Arafat, then US president Bill Clinton and Israeli prime minister Ehud Barak attended a conference in 2000 at Camp David to tackle these issues.

But the talks collapsed and Arafat, who was reportedly under pressure to concede sovereignty over Jerusalem, was held responsible by Clinton and Barak.

Palestinians responded angrily to the stalemate in the peace process which brought to a complete stop their efforts to achieve statehood.

Their frustration culminated in September 2000 in a full-scale uprising, sparked by a visit by current Israeli Prime Minister Ariel Sharon – then opposition leader – to their holiest shrine in Jerusalem.

Sidelined

Arafat’s relationship with the US has deteriorated since the outbreak of the al-Aqsa intifada in 2000.

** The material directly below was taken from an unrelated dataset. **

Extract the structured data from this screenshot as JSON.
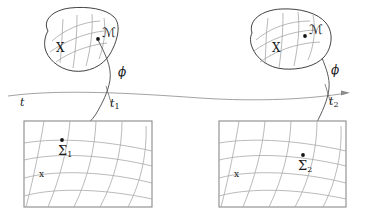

President George Bush accused Arafat of deliberately using violence to halt the peace process and refused to meet with him, while meeting with Sharon repeatedly, referring to him as a “man of peace”.

Israel, too, declared Arafat “irrelevant” to the peace process and placed him under virtual house arrest at his West Bank headquarters in Ram Allah in March 2002.

Arafat’s compound was frequently bombed and his office was targeted by Israeli tanks on several occasions.

Since his confinement, Israel has pondered three options, to capture, deport or kill the Palestinian leader, now 75.

Still popular

Arafat, however, continues to be instrumental in the political set-up of the PA.

US and Israeli attempts to marginalise him by demanding the reform of the Palestinian political structure received little support from most Palestinians.

While his ratings dwindled significantly in his early years as PA president, Arafat once again became popular among ordinary Palestinians, who see him as a resilient fighter refusing to yield.

This perception has renewed the ageing leader’s role as a symbol even to those who strongly disagree with his political policies and approach.